I checked out your site and looks like you have some great blades. I do have a question though, what type of steel do you use in the multi-carry tanto or spear point and the personal tanto or spear point? Are they also the high carbon 1095?

Thanks for your response.
 
Currently all I use is 1095 steel, I have chenked out my heat treating process (Edge hardened) while I was working at a climbing equipment company and it tests at 59 rockwell on the edge and tip and 54 rockwell on the handle. It provides a stong and flexable knife.

 
Just read your web,nice knives,but i think you do yourself a disservice by depending on hollow grind.,fixture,grinding by freehand method is not hard to learn and much easier to do on complicated profiles.Try BG42 easy to work,makes great knives.No criticism of your work or methods intended. good luck.JPM

 
Who uses grinding jigs and is it cheating?

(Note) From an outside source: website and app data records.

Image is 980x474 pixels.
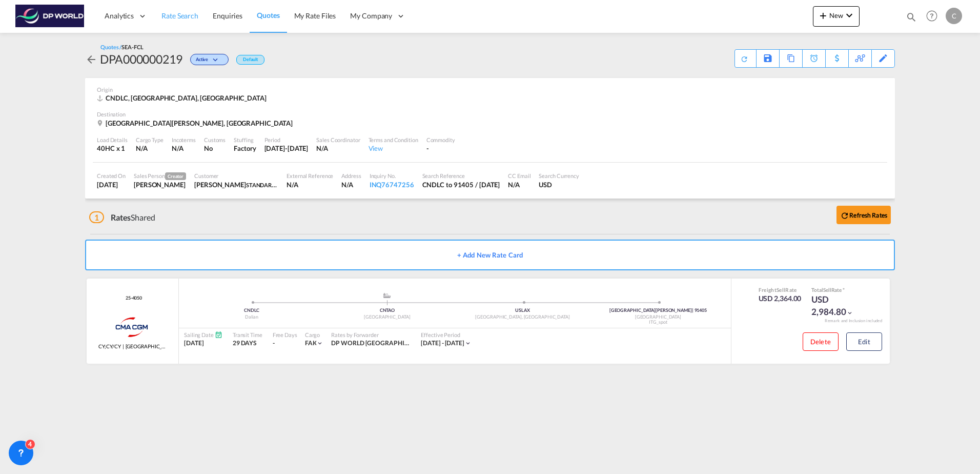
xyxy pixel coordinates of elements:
[246,180,322,189] span: STANDARD MACHINE TOOLS
[370,172,414,180] div: Inquiry No.
[539,180,579,189] div: USD
[924,8,941,24] span: Help
[273,331,297,338] div: Free Days
[320,307,455,314] div: CNTAO
[165,172,186,180] span: Creator
[111,212,131,222] span: Rates
[777,287,785,293] span: Sell
[426,143,456,153] div: -
[740,49,751,63] div: Quote PDF is not available at this time
[465,340,472,346] md-icon: icon-chevron-down
[758,286,802,294] div: Freight Rate
[85,50,100,67] div: icon-arrow-left
[161,11,198,20] span: Rate Search
[539,172,579,180] div: Search Currency
[107,315,159,340] img: CMA CGM
[350,11,392,21] span: My Company
[96,136,128,143] div: Load Details
[946,8,962,24] div: C
[803,332,839,351] button: Delete
[924,8,946,26] div: Help
[370,180,414,189] div: INQ76747256
[204,143,226,153] div: No
[264,136,309,143] div: Period
[456,314,591,320] div: [GEOGRAPHIC_DATA], [GEOGRAPHIC_DATA]
[295,11,336,20] span: My Rate Files
[692,307,694,313] span: |
[105,11,133,21] span: Analytics
[847,309,853,316] md-icon: icon-chevron-down
[96,180,126,189] div: 16 Sep 2025
[96,93,269,102] div: CNDLC, Dalian, Asia Pacific
[320,314,455,320] div: [GEOGRAPHIC_DATA]
[508,172,530,180] div: CC Email
[195,172,279,180] div: Customer
[341,180,361,189] div: N/A
[316,136,360,143] div: Sales Coordinator
[843,9,856,22] md-icon: icon-chevron-down
[195,56,211,66] span: Active
[96,118,295,128] div: Valley Glen, 91405, United States
[96,110,884,118] div: Destination
[232,339,263,347] div: 29 DAYS
[184,314,320,320] div: Dalian
[96,86,884,93] div: Origin
[837,206,891,224] button: icon-refreshRefresh Rates
[423,180,500,189] div: CNDLC to 91405 / 16 Sep 2025
[234,136,256,143] div: Stuffing
[850,211,888,219] b: Refresh Rates
[421,331,472,338] div: Effective Period
[757,49,779,67] div: Save As Template
[172,143,184,153] div: N/A
[237,55,264,65] div: Default
[85,54,97,65] md-icon: icon-arrow-left
[184,307,320,314] div: CNDLC
[341,172,361,180] div: Address
[421,339,465,346] span: [DATE] - [DATE]
[841,211,850,220] md-icon: icon-refresh
[842,287,845,293] span: Subject to Remarks
[133,172,186,180] div: Sales Person
[136,143,164,153] div: N/A
[316,143,360,153] div: N/A
[423,172,500,180] div: Search Reference
[381,293,394,298] md-icon: assets/icons/custom/ship-fill.svg
[136,136,164,143] div: Cargo Type
[456,307,591,314] div: USLAX
[195,180,279,189] div: Colette Watson
[234,143,256,153] div: Factory Stuffing
[264,143,309,153] div: 30 Sep 2025
[232,331,263,338] div: Transit Time
[508,180,530,189] div: N/A
[305,331,324,338] div: Cargo
[591,314,726,320] div: [GEOGRAPHIC_DATA]
[331,331,410,338] div: Rates by Forwarder
[89,211,104,223] span: 1
[123,294,142,301] span: 25-4050
[121,342,126,350] span: |
[257,11,279,19] span: Quotes
[847,332,883,351] button: Edit
[823,287,831,293] span: Sell
[368,143,419,153] div: View
[421,339,465,347] div: 15 Sep 2025 - 30 Sep 2025
[89,211,155,223] div: Shared
[184,339,222,347] div: [DATE]
[740,55,748,63] md-icon: icon-refresh
[101,43,143,50] div: Quotes /SEA-FCL
[172,136,195,143] div: Incoterms
[15,4,85,28] img: c08ca190194411f088ed0f3ba295208c.png
[96,172,126,180] div: Created On
[813,6,860,27] button: icon-plus 400-fgNewicon-chevron-down
[126,342,167,350] span: North China Hong-Kong Vietnam Service
[305,339,317,346] span: FAK
[106,94,267,102] span: CNDLC, [GEOGRAPHIC_DATA], [GEOGRAPHIC_DATA]
[133,180,186,189] div: Courtney Hebert
[610,307,694,313] span: [GEOGRAPHIC_DATA][PERSON_NAME]
[906,11,917,23] md-icon: icon-magnify
[331,339,429,346] span: DP WORLD [GEOGRAPHIC_DATA]
[817,11,856,19] span: New
[287,172,333,180] div: External Reference
[85,239,895,270] button: + Add New Rate Card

I have worked the past 3 years as a machinist doing CNC work and for a rescue equipment manufacturer. You look thru all of the shops and you will see drilling indexes, grinding jigs, and special tooling designed for efficient production. It is the industry standard to use the latest technology. In today's techno-society with mini cnc mills and plasma cutters (I use both) who's to say what is cheating? what about the band saw vs the hand hacksaw? Or the light bulb vs a kerosene lamp? How far are we going to carry this? I saw in my early learning years a knife maker who had 4 drill presses for each step of manufacture. He used a indexing rig on his mill to cut guards. That was Bob Loveless's shop and he wasn't at the time grinding his own blades. Is he cheating?

So if I am using a grinding jig (I still hand grind my double edged fighting knives) or a mill or a hand crank drill... let the customer decide (I try and deliver a quality product timely and reasonably priced).